JFK and Flash Trading: Paranoid Conspiracy Theories

High frequency trading: I don't like it either, but let's not blame it for all our problems.

I've heard this a lot recently: we're down because high frequency traders keep gaming the system.

Here's my question: the markets went up in a straight line from August last year to February. Did high frequency trading cause the markets to go up, too? How come I didn't hear people coming on our air saying, "Thank you, high frequency traders, for our rally!"?

Fact is, in any five-minute period, most high frequency traders are as much buyers as they are sellers.

As for me, I don't like high frequency trading. I don't like it because they can make decisions far faster than humans, and it diminishes the role and the value of good old fashioned human decision making. It's another nail in the coffin of human intervention. It's a trend everywhere — if you think humans land airplanes, well, they don't.

And — I can't prove this, but I believe it — I think that at the margins, high frequency trading exacerbates the price swings on high volume days.

But that doesn't mean I think high frequency trading is the source of all our problems.

Here's what I think: I think Oswald killed Kennedy. I think humans do a lot of feeling and they mistake it for thinking.

The word "machine" has become a metaphor for our vague collective fears, our sense of powerlessness. We are eager to blame them for our problems.

This attitude represents what the historian Richard Hofstadter called "the paranoid strain in American politics," the feeling that somewhere there are nameless, faceless men that are pulling the levers, controlling our lives.

The fact that high frequency trading has only been around for a few years is besides the point. Before high frequency trading there was another bogeyman: NYSE specialists and Nasdaq market makers.

For years, I took phone calls from buyside traders bitterly complaining about the outsized influence specialists and market makers were having on stocks. "Pisani, let me tell you what happened to me with that specialist in 'X' stock," some trader would say. I heard it for a decade.

If only we got rid of that crummy system, if only there were other places to trade, trading would be so much better...

Well, they got their wish. The SEC destroyed the specialist system, destroyed the near-monopoly the NYSE and the Nasdaq had on trading, allowed trading in pennies and encouraged the creation of the software and hardware that allowed high frequency trading...and algorithmic trading.

Now, traders are dying to go back to the good old days that so many of them vilified.

Here's a bigger problem: who exactly is there to trade with? Retail traders have been trading less and less all year; only last month as the market showed signs of cracking did they increase trading, and then to sell. Proprietary trading desks have been downsized or eliminated.

And many other buyside traders have become less proactive. Why? Because it's gotten harder to control their orders. When a trader sends an order using an algorithm, he or she doesn't really call the shots. The trader may not know what platform the order will end up on, who is on the other side of the trade, or even the price necessarily.

Again, that's all because the SEC decided the old system didn't work.

Finally, while we're looking for bogeymen: how come no one is coming out screaming about these Lehman-like speculative attacks on European banks and blaming...macro and distressed hedge funds? We know from Lehman that speculation, rumors and innuendo can become reality; someone is obviously betting that will happen. Where are the attacks on the evil hedge funds?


- _Your task_:
Pictures stay out; everything else in the records gets transcribed exactly.

- _Record extracts_:
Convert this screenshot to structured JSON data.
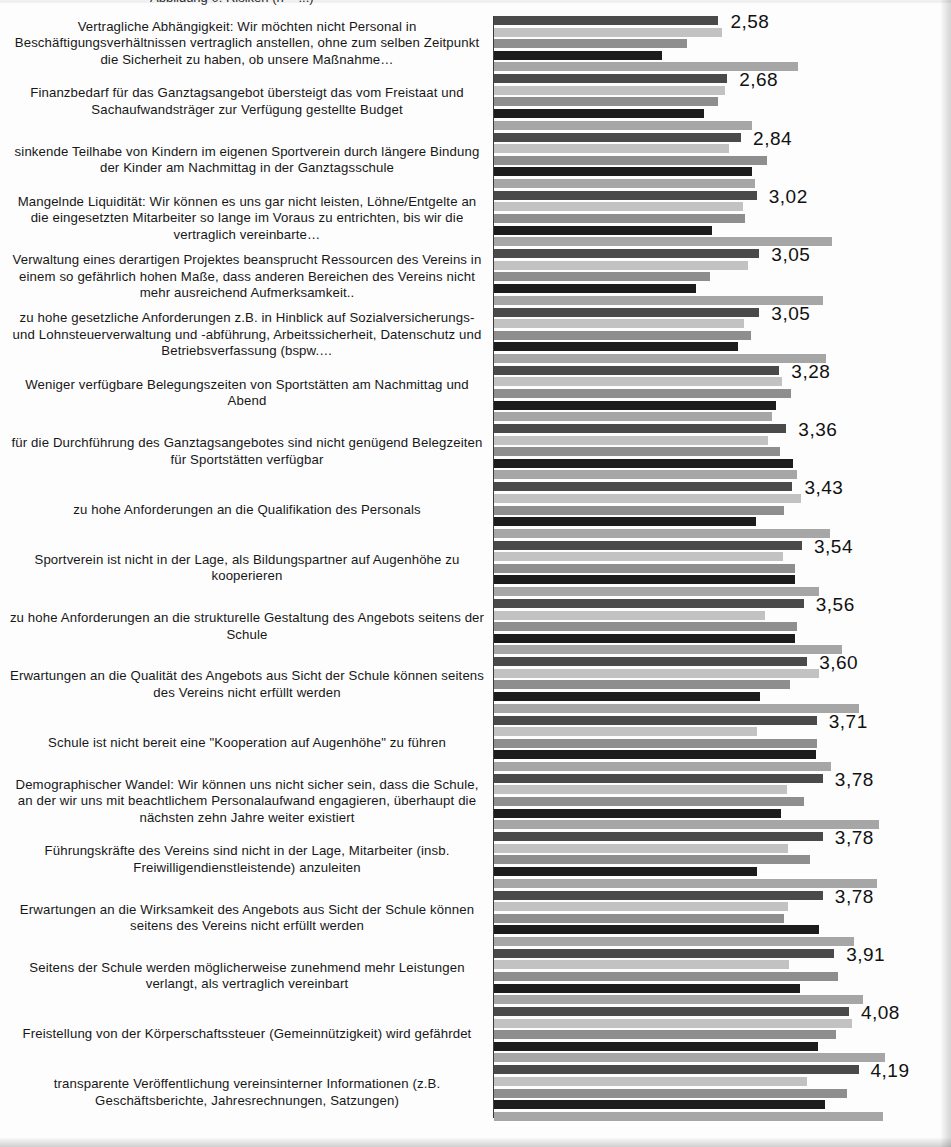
{
  "figure": {
    "top_caption_fragment": "Abbildung 0: Risiken (n = ...)",
    "axis_line_color": "#3b3b3b",
    "background": "#fdfdfd",
    "value_label_decimal_separator": ","
  },
  "series_colors": [
    "#4a4a4a",
    "#c2c2c2",
    "#8e8e8e",
    "#1c1c1c",
    "#a6a6a6"
  ],
  "chart_data": {
    "type": "bar",
    "orientation": "horizontal",
    "title": "",
    "subtitle": "",
    "xlabel": "",
    "ylabel": "",
    "xlim": [
      0,
      5
    ],
    "grid": false,
    "legend": "none",
    "value_labels_shown_for_series": 0,
    "value_label_format": "0,00",
    "series": [
      {
        "name": "Serie 1",
        "color": "#4a4a4a",
        "values": [
          2.58,
          2.68,
          2.84,
          3.02,
          3.05,
          3.05,
          3.28,
          3.36,
          3.43,
          3.54,
          3.56,
          3.6,
          3.71,
          3.78,
          3.78,
          3.78,
          3.91,
          4.08,
          4.19
        ]
      },
      {
        "name": "Serie 2",
        "color": "#c2c2c2",
        "values": [
          2.62,
          2.66,
          2.7,
          2.86,
          2.92,
          2.87,
          3.31,
          3.15,
          3.53,
          3.32,
          3.12,
          3.73,
          3.02,
          3.37,
          3.38,
          3.38,
          3.39,
          4.12,
          3.6
        ]
      },
      {
        "name": "Serie 3",
        "color": "#8e8e8e",
        "values": [
          2.22,
          2.58,
          3.14,
          2.88,
          2.48,
          2.95,
          3.41,
          3.29,
          3.33,
          3.46,
          3.48,
          3.4,
          3.71,
          3.56,
          3.63,
          3.33,
          3.95,
          3.93,
          4.06
        ]
      },
      {
        "name": "Serie 4",
        "color": "#1c1c1c",
        "values": [
          1.93,
          2.41,
          2.96,
          2.51,
          2.32,
          2.81,
          3.24,
          3.44,
          3.01,
          3.46,
          3.46,
          3.06,
          3.7,
          3.3,
          3.02,
          3.74,
          3.52,
          3.72,
          3.8
        ]
      },
      {
        "name": "Serie 5",
        "color": "#a6a6a6",
        "values": [
          3.49,
          2.97,
          3.0,
          3.89,
          3.78,
          3.82,
          3.19,
          3.48,
          3.86,
          3.74,
          4.0,
          4.2,
          3.87,
          4.43,
          4.4,
          4.14,
          4.24,
          4.49,
          4.47
        ]
      }
    ],
    "categories": [
      "Vertragliche Abhängigkeit: Wir möchten nicht Personal in Beschäftigungsverhältnissen vertraglich anstellen, ohne zum selben Zeitpunkt die Sicherheit zu haben, ob unsere Maßnahme…",
      "Finanzbedarf für das Ganztagsangebot übersteigt das vom Freistaat und Sachaufwandsträger zur Verfügung gestellte Budget",
      "sinkende Teilhabe von Kindern im eigenen Sportverein durch längere Bindung der Kinder am Nachmittag in der Ganztagsschule",
      "Mangelnde Liquidität: Wir können es uns gar nicht leisten, Löhne/Entgelte an die eingesetzten Mitarbeiter so lange im Voraus zu entrichten, bis wir die vertraglich vereinbarte…",
      "Verwaltung eines derartigen Projektes beansprucht Ressourcen des Vereins in einem so gefährlich hohen Maße, dass anderen Bereichen des Vereins nicht mehr ausreichend Aufmerksamkeit..",
      "zu hohe gesetzliche Anforderungen z.B. in Hinblick auf Sozialversicherungs- und Lohnsteuerverwaltung und -abführung, Arbeitssicherheit, Datenschutz und Betriebsverfassung (bspw.…",
      "Weniger verfügbare Belegungszeiten von Sportstätten am Nachmittag und Abend",
      "für die Durchführung des Ganztagsangebotes sind nicht genügend Belegzeiten für Sportstätten verfügbar",
      "zu hohe Anforderungen an die Qualifikation des Personals",
      "Sportverein ist nicht in der Lage, als Bildungspartner auf Augenhöhe zu kooperieren",
      "zu hohe Anforderungen an die strukturelle Gestaltung des Angebots seitens der Schule",
      "Erwartungen an die Qualität des Angebots aus Sicht der Schule können seitens des Vereins nicht erfüllt werden",
      "Schule ist nicht bereit eine \"Kooperation auf Augenhöhe\" zu führen",
      "Demographischer Wandel: Wir können uns nicht sicher sein, dass die Schule, an der wir uns mit beachtlichem Personalaufwand engagieren, überhaupt die nächsten zehn Jahre weiter existiert",
      "Führungskräfte des Vereins sind nicht in der Lage, Mitarbeiter (insb. Freiwilligendienstleistende) anzuleiten",
      "Erwartungen an die Wirksamkeit des Angebots aus Sicht der Schule können seitens des Vereins nicht erfüllt werden",
      "Seitens der Schule werden möglicherweise zunehmend mehr Leistungen verlangt, als vertraglich vereinbart",
      "Freistellung von der Körperschaftssteuer (Gemeinnützigkeit) wird gefährdet",
      "transparente Veröffentlichung vereinsinterner Informationen (z.B. Geschäftsberichte, Jahresrechnungen, Satzungen)"
    ],
    "value_labels": [
      "2,58",
      "2,68",
      "2,84",
      "3,02",
      "3,05",
      "3,05",
      "3,28",
      "3,36",
      "3,43",
      "3,54",
      "3,56",
      "3,60",
      "3,71",
      "3,78",
      "3,78",
      "3,78",
      "3,91",
      "4,08",
      "4,19"
    ]
  }
}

- _Answer space_:
Convert this screenshot to structured JSON data.
{
  "figure": {
    "top_caption_fragment": "Abbildung 0: Risiken (n = ...)",
    "axis_line_color": "#3b3b3b",
    "background": "#fdfdfd",
    "value_label_decimal_separator": ","
  },
  "series_colors": [
    "#4a4a4a",
    "#c2c2c2",
    "#8e8e8e",
    "#1c1c1c",
    "#a6a6a6"
  ],
  "chart_data": {
    "type": "bar",
    "orientation": "horizontal",
    "title": "",
    "subtitle": "",
    "xlabel": "",
    "ylabel": "",
    "xlim": [
      0,
      5
    ],
    "grid": false,
    "legend": "none",
    "value_labels_shown_for_series": 0,
    "value_label_format": "0,00",
    "series": [
      {
        "name": "Serie 1",
        "color": "#4a4a4a",
        "values": [
          2.58,
          2.68,
          2.84,
          3.02,
          3.05,
          3.05,
          3.28,
          3.36,
          3.43,
          3.54,
          3.56,
          3.6,
          3.71,
          3.78,
          3.78,
          3.78,
          3.91,
          4.08,
          4.19
        ]
      },
      {
        "name": "Serie 2",
        "color": "#c2c2c2",
        "values": [
          2.62,
          2.66,
          2.7,
          2.86,
          2.92,
          2.87,
          3.31,
          3.15,
          3.53,
          3.32,
          3.12,
          3.73,
          3.02,
          3.37,
          3.38,
          3.38,
          3.39,
          4.12,
          3.6
        ]
      },
      {
        "name": "Serie 3",
        "color": "#8e8e8e",
        "values": [
          2.22,
          2.58,
          3.14,
          2.88,
          2.48,
          2.95,
          3.41,
          3.29,
          3.33,
          3.46,
          3.48,
          3.4,
          3.71,
          3.56,
          3.63,
          3.33,
          3.95,
          3.93,
          4.06
        ]
      },
      {
        "name": "Serie 4",
        "color": "#1c1c1c",
        "values": [
          1.93,
          2.41,
          2.96,
          2.51,
          2.32,
          2.81,
          3.24,
          3.44,
          3.01,
          3.46,
          3.46,
          3.06,
          3.7,
          3.3,
          3.02,
          3.74,
          3.52,
          3.72,
          3.8
        ]
      },
      {
        "name": "Serie 5",
        "color": "#a6a6a6",
        "values": [
          3.49,
          2.97,
          3.0,
          3.89,
          3.78,
          3.82,
          3.19,
          3.48,
          3.86,
          3.74,
          4.0,
          4.2,
          3.87,
          4.43,
          4.4,
          4.14,
          4.24,
          4.49,
          4.47
        ]
      }
    ],
    "categories": [
      "Vertragliche Abhängigkeit: Wir möchten nicht Personal in Beschäftigungsverhältnissen vertraglich anstellen, ohne zum selben Zeitpunkt die Sicherheit zu haben, ob unsere Maßnahme…",
      "Finanzbedarf für das Ganztagsangebot übersteigt das vom Freistaat und Sachaufwandsträger zur Verfügung gestellte Budget",
      "sinkende Teilhabe von Kindern im eigenen Sportverein durch längere Bindung der Kinder am Nachmittag in der Ganztagsschule",
      "Mangelnde Liquidität: Wir können es uns gar nicht leisten, Löhne/Entgelte an die eingesetzten Mitarbeiter so lange im Voraus zu entrichten, bis wir die vertraglich vereinbarte…",
      "Verwaltung eines derartigen Projektes beansprucht Ressourcen des Vereins in einem so gefährlich hohen Maße, dass anderen Bereichen des Vereins nicht mehr ausreichend Aufmerksamkeit..",
      "zu hohe gesetzliche Anforderungen z.B. in Hinblick auf Sozialversicherungs- und Lohnsteuerverwaltung und -abführung, Arbeitssicherheit, Datenschutz und Betriebsverfassung (bspw.…",
      "Weniger verfügbare Belegungszeiten von Sportstätten am Nachmittag und Abend",
      "für die Durchführung des Ganztagsangebotes sind nicht genügend Belegzeiten für Sportstätten verfügbar",
      "zu hohe Anforderungen an die Qualifikation des Personals",
      "Sportverein ist nicht in der Lage, als Bildungspartner auf Augenhöhe zu kooperieren",
      "zu hohe Anforderungen an die strukturelle Gestaltung des Angebots seitens der Schule",
      "Erwartungen an die Qualität des Angebots aus Sicht der Schule können seitens des Vereins nicht erfüllt werden",
      "Schule ist nicht bereit eine \"Kooperation auf Augenhöhe\" zu führen",
      "Demographischer Wandel: Wir können uns nicht sicher sein, dass die Schule, an der wir uns mit beachtlichem Personalaufwand engagieren, überhaupt die nächsten zehn Jahre weiter existiert",
      "Führungskräfte des Vereins sind nicht in der Lage, Mitarbeiter (insb. Freiwilligendienstleistende) anzuleiten",
      "Erwartungen an die Wirksamkeit des Angebots aus Sicht der Schule können seitens des Vereins nicht erfüllt werden",
      "Seitens der Schule werden möglicherweise zunehmend mehr Leistungen verlangt, als vertraglich vereinbart",
      "Freistellung von der Körperschaftssteuer (Gemeinnützigkeit) wird gefährdet",
      "transparente Veröffentlichung vereinsinterner Informationen (z.B. Geschäftsberichte, Jahresrechnungen, Satzungen)"
    ],
    "value_labels": [
      "2,58",
      "2,68",
      "2,84",
      "3,02",
      "3,05",
      "3,05",
      "3,28",
      "3,36",
      "3,43",
      "3,54",
      "3,56",
      "3,60",
      "3,71",
      "3,78",
      "3,78",
      "3,78",
      "3,91",
      "4,08",
      "4,19"
    ]
  }
}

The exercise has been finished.